Victorian Association of Jewish Ex & Servicemen & Women Australia Incorporated

Founding Member General Sir John Monash GCMG KCB VD

Popper

Surname
Popper
First names
Heinz George (Henry)
Rank
Sergeant
Service No.
2220929
Date of Death
30/08/1944
Hebrew Date
11 Elul 5704
Hebrew Date
י״א בֶּאֱלוּל תש״ד
Age at Death
19
How Died
Killed Air Operations
Where Died
Cemetery
Malmo Jewish Cemetery, Sweden
Service Details
Royal Air Force Volunteer Reserve 101 Squadron
Served
Occupation
Age at Enlistment
Place of Enlistment
Locality on Enlistment
Religion
Jewish
Gender
Male
Date of Enlistment
Date of Discharge
Country of Enlistment
England
Notes
Born 28/1/1925. Son of Jules and Eugenie Popper, of Barking, Essex, England. Although Sweden retained her neutrality throughout the Second World War, a number of Commonwealth servicemen are buried there, most of them airmen who failed to return from bombing raids over Germany or German occupied territories.
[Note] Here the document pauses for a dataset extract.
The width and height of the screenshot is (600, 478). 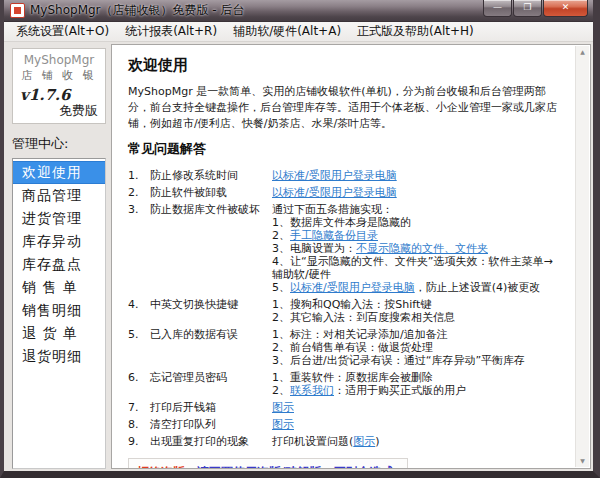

Henry George Popper, 19 years old, of the Royal Air Force, and Simon Stanley Solomons, 32 years old, of the Royal Australian Air Force, were both on a Lancaster bomber that was shot down over Sweden on 30 August 1944. They managed to bail out, but the plane exploded above them, and all the crew were found on the ground or suspended in parachutes from trees, dead from the force of the explosion. What were two Jews doing in the skies over Europe in 1944? At that time, RAF and other allied bombers were being downed by German night-fighters guided by ground controllers at radar screens. So the Telecommunications Research Establishment at Malvern developed a method of jamming the enemy's equipment. The only drawback was that it required an eighth member of the air crew - the "Special Duty Operator" or SO - who could recognise not only, in the cacophony of the Continent, who was speaking German, but understood the lingo well enough to pick up on the enemy's quite sophisticated efforts at misdirection. There was no room for the SO in the heated forward section of the Lancaster bombers, so they sat in the back, dressed as best they could to weather temperatures that, at 20,000 feet over Germany, got down to minus 60 Fahrenheit. Because of the language requirement, many of the SOs were Jews of German extraction, for whom being shot down and captured in the Third Reich meant not a PoW camp but certain torture and death. Yet they, like all the other SOs, cheerfully volunteered for the job. One such was 19 year old Henry George Popper, born Heinz George Popper.